As someone who has volunteered for over 2 decades as a national officer in the membership department for my GLO, I agree that closing a chapter due to membership numbers is a very difficult situation.

I have worked with chapters that struggled for years with membership. Some have made it, some did not.

The negative factors I have seen:
Toxic/negative campus environment. Fraternities who refuse to have mixers with the chapter. Chapter reputation as the "fat girls" have members told not to be seen eating in public. Never having a chance to be paired with a strong organization for Homecoming or big campus events. Only having half the women who match with you on bid day actually show up year after year. Being told constantly to COB or else.

Chapter members who accept their reputation/situation. "we like being small because we are so close". "We suck! We are losers" (actually said during a workshop I was conducting and no one challenged her besides me).
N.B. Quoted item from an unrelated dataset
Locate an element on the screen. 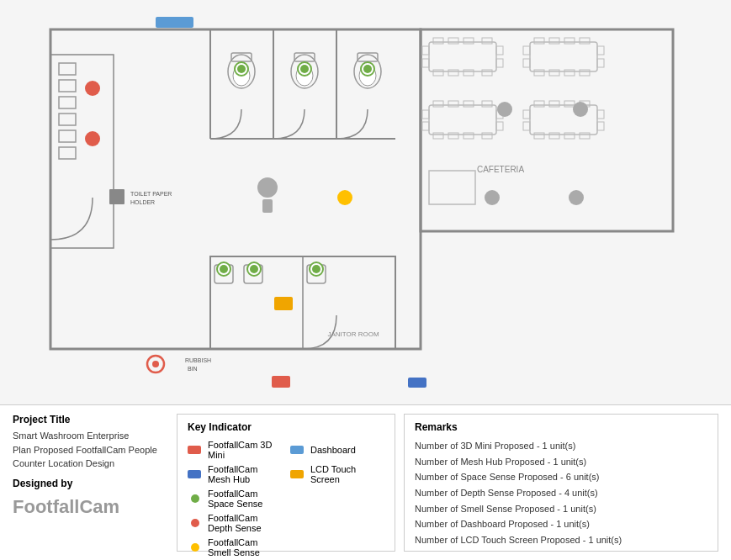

Successful reconstructions:
Other NPC sororities networking with our chapter and supporting our philanthropic efforts and doing "Super-Swaps" with frats that normally would not have a social event with us.
Chapter embracing/changing their internal identity. Rather than being the awkward sorority, recognizing that they have top grades and embracing/promoting the new reputation as the "smart girls on campus."
Being willing to go beyond their comfort zone and try something different during recruitment...whether that is party structure or content, changing "what has always been done".
Changing how they prepare for formal recruitment. I was astonished to visit a chapter on a large campus where my chapter did not have any PNM review sessions or matching chapter members with PNMs who had similar interests. They had just not ever done it or been told to do it because "we are laid back". The first year this was implemented, recruitment stats improved. The second year, the chapter met quota and got quota additions...and everyone showed up on bid day.

These are just a few examples in my experience. Closing any chapter for any reason is painful to many people beyond the chapter women and their alumnae. We have all been through this with our own organizations and I hate that Theta will close 2 chapters with long histories on their campuses.